You want solid journalism, here it is, right here, by Mike Casazza of the Charleston Daily Mail.
In the above linked piece, Casazza examines, in depth, the Fiesta Bowl celebratory moments in Arizona when Bill Stewart was hired as head coach at WVU, just after leading the Mountaineers over Oklahoma. In the piece, the story is told of how former West Virginia president Mike Garrison (pictured, above) either had a lack of institutional control, or was painted into a corner by a heavy-handed governor (or a little of both) -- there are a couple of ways to see it.
Especially in light of yesterday's revelations by the NCAA, there are a stunning few graphs in Casazza's piece that read as follows:
Then the cell phone rang.

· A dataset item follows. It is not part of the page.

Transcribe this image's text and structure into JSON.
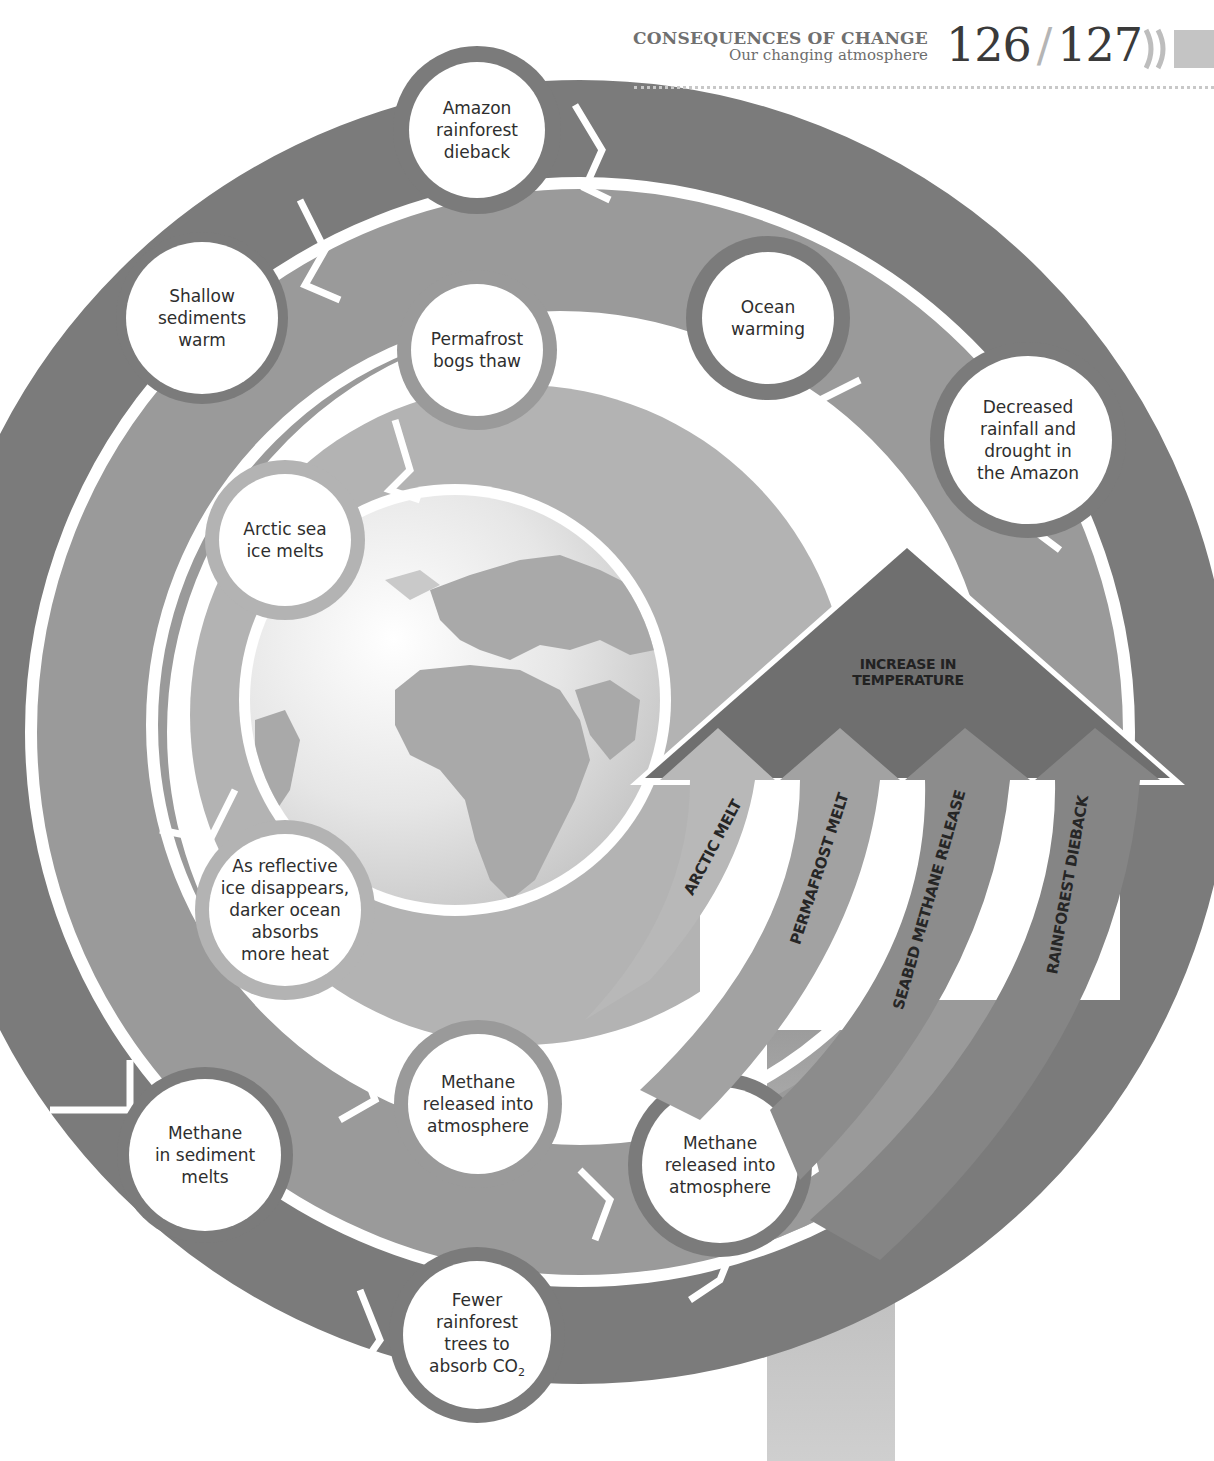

Garrison answered and was greeted by Robert Wells, who at the time was a member of the WVU Board of Governors. Garrison vividly remembers the heads-up."Go straight to your room," Wells said. "Straight to your room. Don't come to the lobby."
"Why?" Garrison said.
"They're cooking it up right now," Wells said. "They're going to hire Stewart."
This exchange was illustrating how, in a late-night hotel lobby, Gov. Joe Manchin, then-Director of Athletics Ed Pastilong and then-Board of Governors Chairman Steve Goodwin were looking for Garrison and were dead-set on hiring Bill Stewart -- which they did. They wrangled Garrison into a suite in the hotel, forced their thoughts on him and made him submit, thus Stewart was hired very soon thereafter.
There are a couple things at play here:
1. Garrison could have, and should have, realized he was the boss. Just walked to that elevator and said, "You know, let's sleep on it, we have other guys lined up to interview, let's take it a bit slower." After all, Garrison was the president and had that power -- or so it seemed. And, if Stewart was the best candidate -- which I believe he was and would have been hired anyway -- they could have waited until the got back East and hired him then.
2. Joe Manchin looks like a power-hungry, overofficious, I'm-the-man-in-charge-look-at-me person in all of this. While Garrison going to his room and letting things fester sounds like it might have been easy to do, it really is not much of an option when the governor of the state is breathing down your neck, forcing your hand to make a decision. In a lot of ways, Garrison was in a no-win; mostly because Joe Manchin intermeddled into things where he didn't need to stick his nose into.